I’m often stunned when an Objectivist is bold enough to be explicit–as when they occasionally admit they are really in favor of one-world government; or when they admit that they are in favor of legislation, or that scarcity has nothing to do with property or, yes, that they think “values” are some kind of real things floating around people can homestead.
This comment by Greg Perkins is illustrative:
Cpx, you ask in #115 that I try to imagine the impossible (i.e., infinite abundance of anything we might want), to see how the notion of property would arise from lack of infinite abundance. I genuinely can’t imagine the impossible. But I think I can see how the lack of infinite abundance of values (notably, both tangible and not) relates to the need for the concept of property: We must identify and pursue values in order to live, and that requires work because values do not exist intrinsically apart from us, ready to instantly and automatically serve our lives. Notably, some of the values we pursue are instrumental to the pursuit of other values; the need to secure such instrumental values in a social context is, I suspect, the basic fact that gives rise to the concept of property.

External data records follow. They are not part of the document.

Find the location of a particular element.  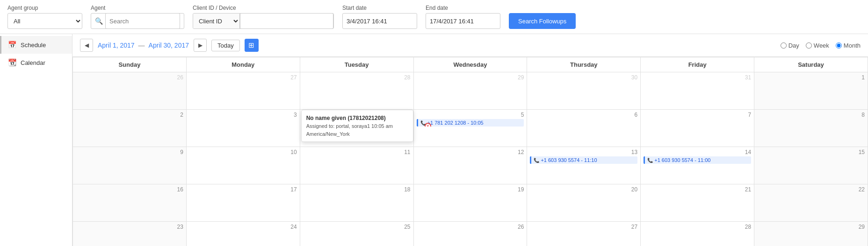

calendar-cell: 27 is located at coordinates (584, 234).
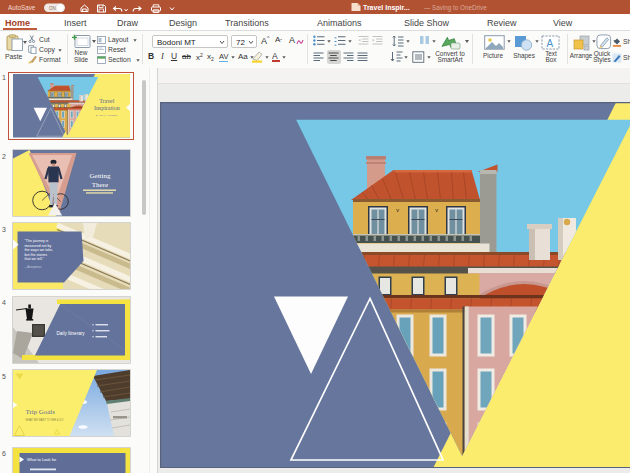 The image size is (630, 473). Describe the element at coordinates (44, 420) in the screenshot. I see `svg-text: WHAT WE WANT TO SEE & DO` at that location.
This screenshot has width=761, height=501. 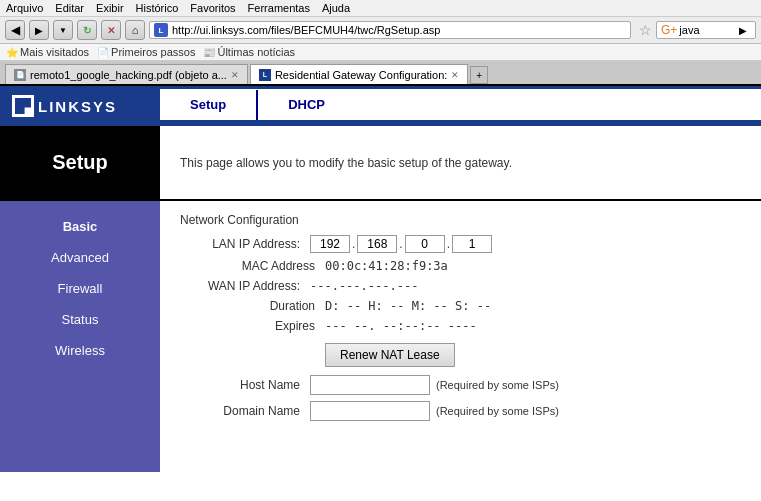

And what I meant by “physical exclusion necessitated by mechanics” is just what you mean — the physics of things is the metaphysically given; I couldn’t have been referring to the man-made, like laws or whatever. Anyway, again, I genuinely cannot imagine an impossible world with simultaneous contradictory uses of things (and note that when you posit the existence of such contradictions, it goes broadly: not just this crop and that on the same piece of land, but this thing of any kind, used for anything, in any place, at any time, by anybody or anything). The fact that contradictions cannot exist in the use of things does line up with the above observations on lack of infinite abundance.